CARMEL RICKARD

NAMIBIAN judges may no longer impose extremely long jail terms that leave a prisoner worse off than under a conventional life sentence. The country’s top court has found it unconstitutional to hand down “informal life sentences”, via jail terms that are so long that offenders have no possible hope of ever being released before they die.

The decision concerned a group of four convicts found guilty of two counts of murder, housebreaking with intent to rob and robbery with aggravating circumstances. They were given effective terms of 64 to 67 years in prison and appealed against sentence.

The Supreme Court’s decision dealt with this case in particular, but it will impact on all the country’s judges: in terms of binding precedent, no court may now impose punishment that is effectively tougher than a life sentence.

The four accused, aged between 22 and 36 at the time, were originally sentenced in 2002. All were given two 30-year sentences, one for each murder, but just ten years of each were to run concurrently. Including sentence for their other crimes, the four were looking at effective prison terms of between 67 and 64 years.

Their appeal took years to get to the supreme court; when it did, the top judges ruled that the appeal should also consider the question of whether ultra-long sentences were constitutional.

The attorney-general, invited by the court to become a party to the appeal, submitted that “any punishment or term of imprisonment” that takes away “all hope of release” would be unconstitutional. The attorney-general also pointed out the way that the parole system worked, a factor that played a significant role in the court’s ultimate decision. Prisoners sentenced to more than 20 years would need to serve two-thirds of their sentence before being eligible for consideration of parole. In the case of a life sentence, a prisoner must serve at least 25 years before parole may be considered. This meant that anyone with a sentence of more than 37 and a half years would actually be punished more harshly than someone serving a life sentence. And yet, since the death sentence was abolished, a life sentence is intended to be the toughest sentence that may be imposed.

Counsel for the state stressed that the four were repeat offenders who had committed very serious offences, but agreed that there were difficulties in justifying punishment longer than a life sentence, and asked the five judges for guidance.

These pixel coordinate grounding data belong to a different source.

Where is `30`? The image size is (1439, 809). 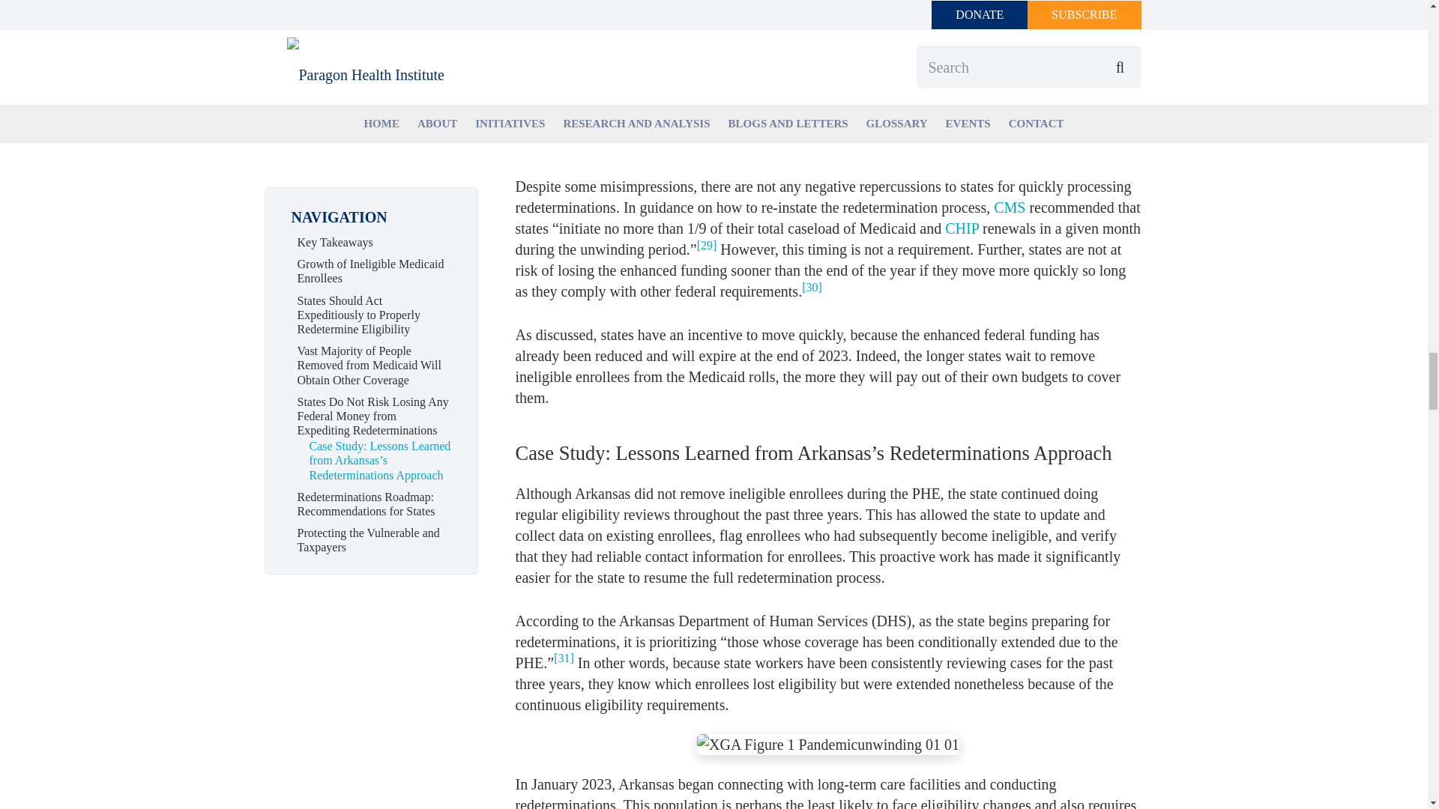
30 is located at coordinates (811, 286).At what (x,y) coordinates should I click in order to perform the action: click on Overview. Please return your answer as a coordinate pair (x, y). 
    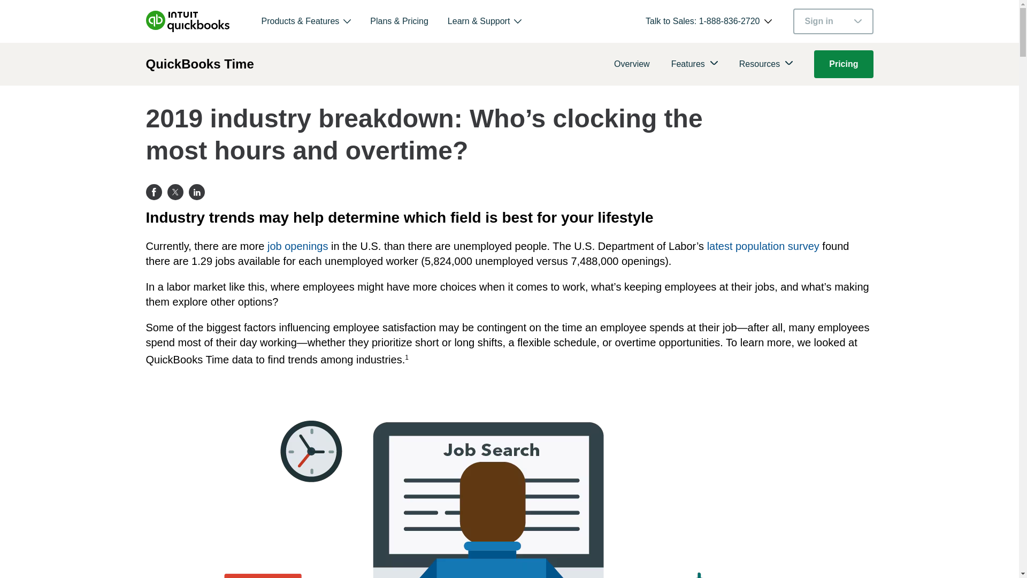
    Looking at the image, I should click on (632, 64).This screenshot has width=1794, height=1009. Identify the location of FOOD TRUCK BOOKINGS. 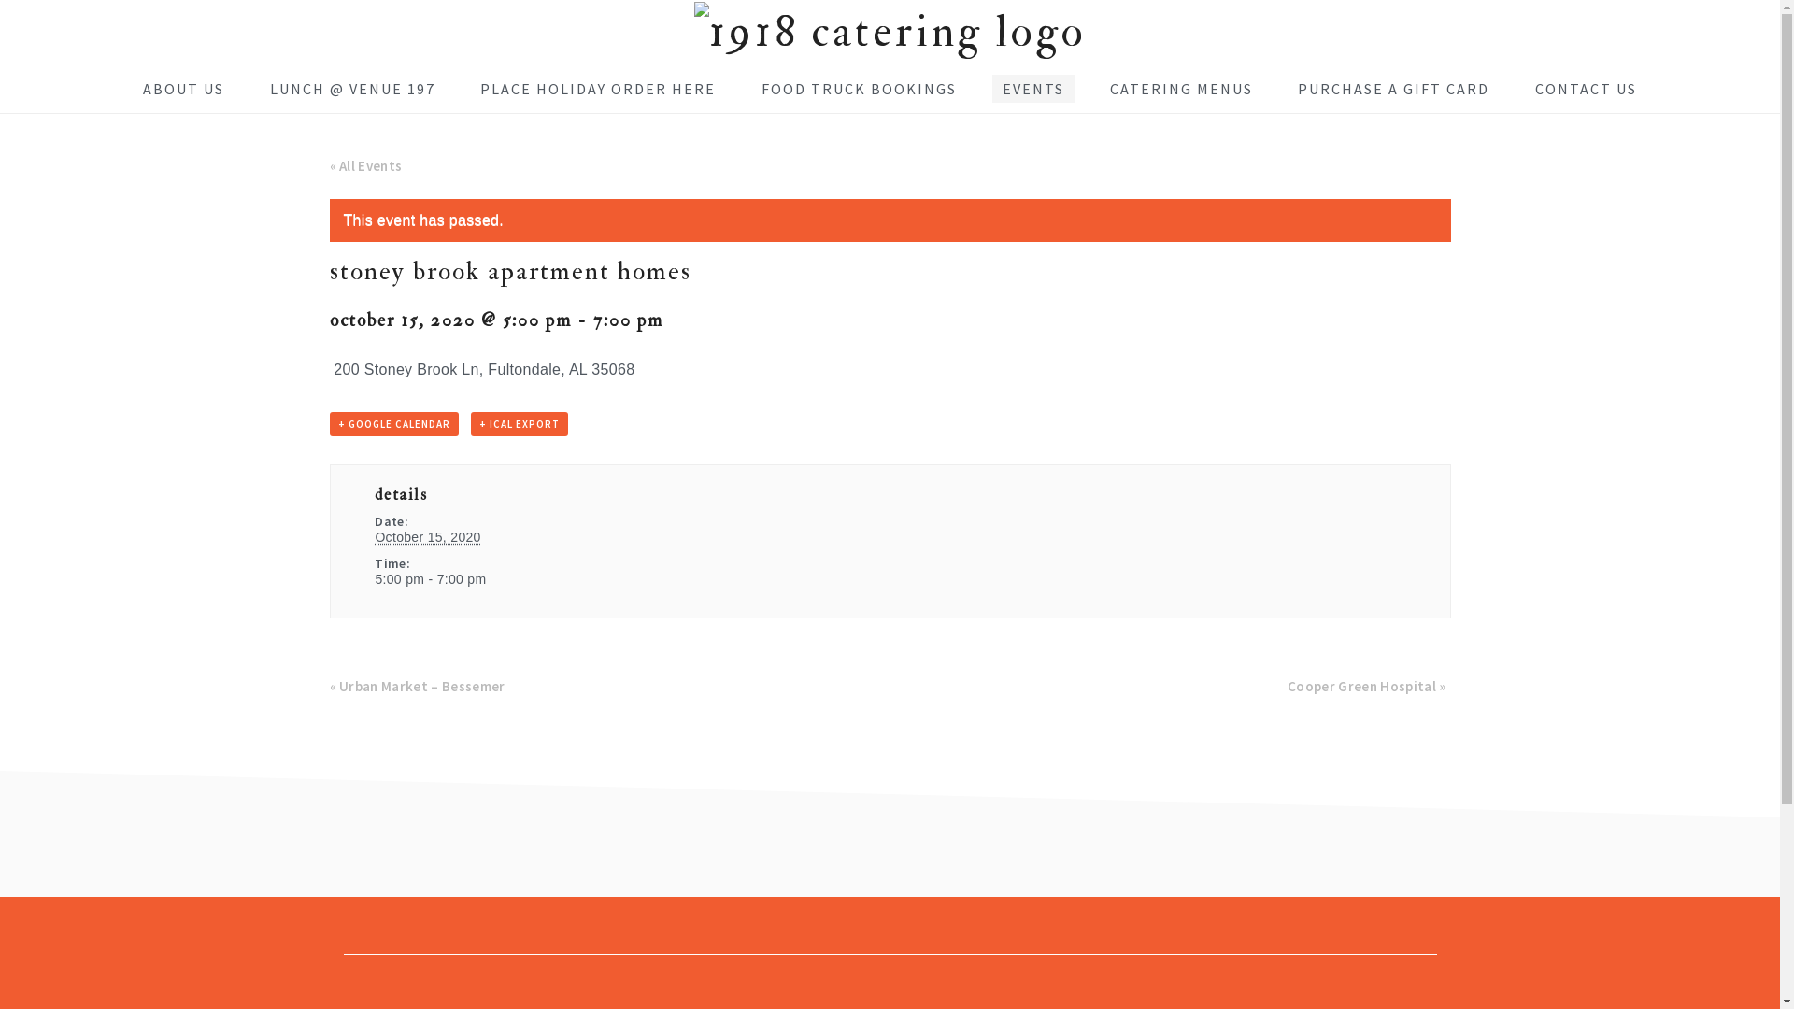
(859, 89).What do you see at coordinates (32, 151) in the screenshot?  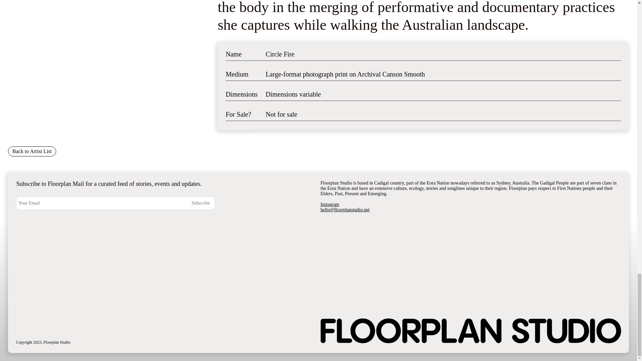 I see `Back to Artist List` at bounding box center [32, 151].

In their discussion, the judges point out the strict conditions under which the parole board operates and that parole is never automatic. They also considered decisions in a number of other jurisdictions dealing with imprisonment for “longer than life”. In particular, they quoted cases in which the courts had held that what made “life imprisonment” constitutional, was the prisoner’s “right to hope” for ultimate release. Among the cases they considered was the 2016 decision by Zimbabwe’s constitutional court striking down that country’s system of life imprisonment without any possibility of parole: quoting international standards, the court said this amounted to inhuman and degrading treatment.

Academic writers had also criticized “informal life sentences”, saying while they might have a fixed release date, “the offenders will inevitably die in prison before that date is reached as the release date is beyond their life expectancy”.

When such sentences were imposed in Namibia the trial judge might be deliberately intending “to exclude the possibility of offenders being considered for parole … after 25 years.”

“This form of informal life sentence – where a sentence is so unusually long as to deny offenders all possible hope of ever being released during their life time” was found in an earlier case to be “alien to a civilized legal system”.

“I entirely agree with that characterization,” wrote Judge Dave Smuts for the court. It would not be permissible in Namibia to impose a sentence that was “calculated to circumvent the relevant parole provisions”.

If their sentences were allowed to stand, the four men involved in the appeal would only be eligible for parole consideration after serving well over 40 years. At that stage they would be aged between 67 and 80. “These sentences are certainly in effect far more severe than life sentences …. This is untenable.”

“Such lengthy sentences … are to be discouraged. The crimes committed by the appellants were however brutal and vicious in the extreme and perpetrated with premeditation, justifying that they should be permanently removed from society as would be brought about by a sentence of life imprisonment” with “the hope of release after serving at least 25 years.”

In all four cases, the previous sentence was replaced with two life sentences, running concurrently. But there was a little hook at the end of the decision. In a separate but concurring decision, one of the judges hearing the appeal, Theo Frank, said that while he agreed with the rest of the bench, there was an aspect he wanted to stress: the views of the court that imprisonment without the prospect of release before death was unconstitutional “must be seen in the context of … life imprisonment only”.

He said that if someone sentenced to life imprisonment did not meet parole conditions that prisoner had to stay behind bars and “live out the rest of his life in prison”. Additionally, in his view, it would not help an elderly Namibian person sentenced to, say, a 15-year term in jail to appeal on the grounds that they would probably die in prison.